The Kathua gang-rape and murder led to demand for harsher punishment against convicts
New Delhi:
Bar Council of India Chairman Manan Mishra today said the
ordinance to amend the Protection of Children from Sexual Offences Act (POCSO) was a step taken in hurry. He said the amendment should have been brought after proper discussions.
"Pros and cons should have been considered. Only then such amendments should be made," Mr Mishra said.
Amid nationwide grief and anger over the gang-rape and murder of an eight-year-old girl in Jammu and Kashmir's Kathua, there had been a move to change the law for sexual crimes against children to bring in the death penalty for child rape.

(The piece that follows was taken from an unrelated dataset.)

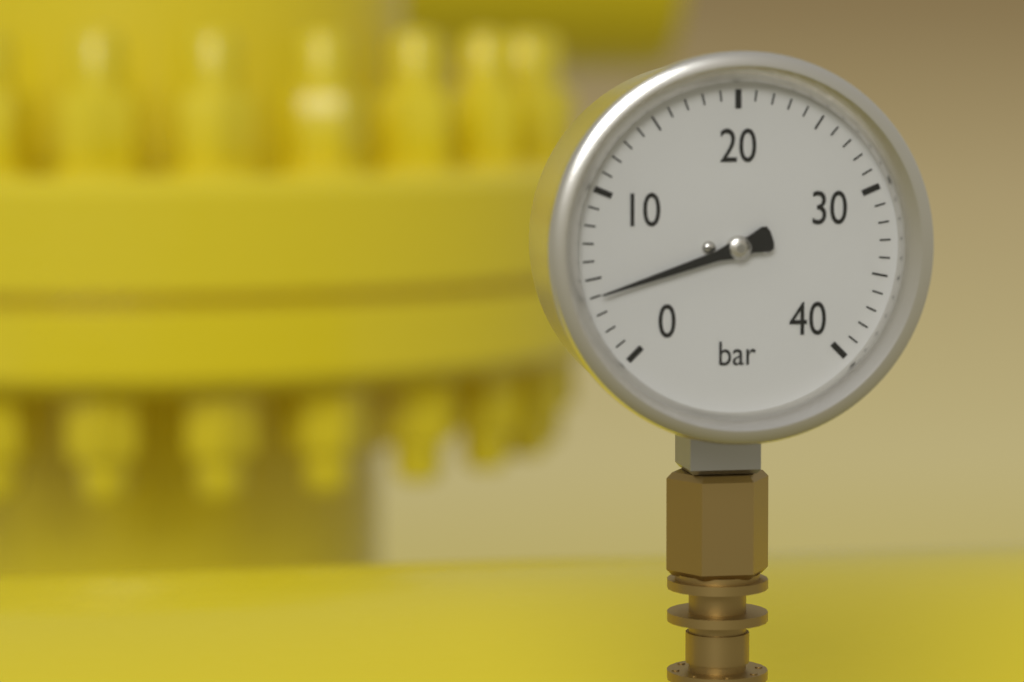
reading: 4 bar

Union Minister Maneka Gandhi had declared it in a video message earlier this month, in which she said she was "deeply, deeply" disturbed by the Kathua rape case.
Maneka Gandhi had said her Women and Child Development Ministry would move a cabinet note to amend the POCSO Act. The union cabinet on April 21 approved the amendment in the POCSO Act, putting a stamp on awarding death penalty to rapists of children below 12 years.
A day later, President Ram Nath Kovind promulgated the ordinance to strengthen the law.
The centre had responded to the barrage of attacks over the government's inability to curb sexual crimes against girls with an executive order to introduce death penalty for child rapists, longer jail term for all rapists and set an ambitious four-month deadline to complete investigation and trial in all rape cases.
The changes, which will become law once cleared by the President, raises the minimum punishment for rape from seven years to 10 years, extendable to life imprisonment.
The minimum punishment for rape of a girl under 16 has been doubled to 20 years. Also, the judge has been given a free hand to order that the convict can never step out of jail for the rest of his life.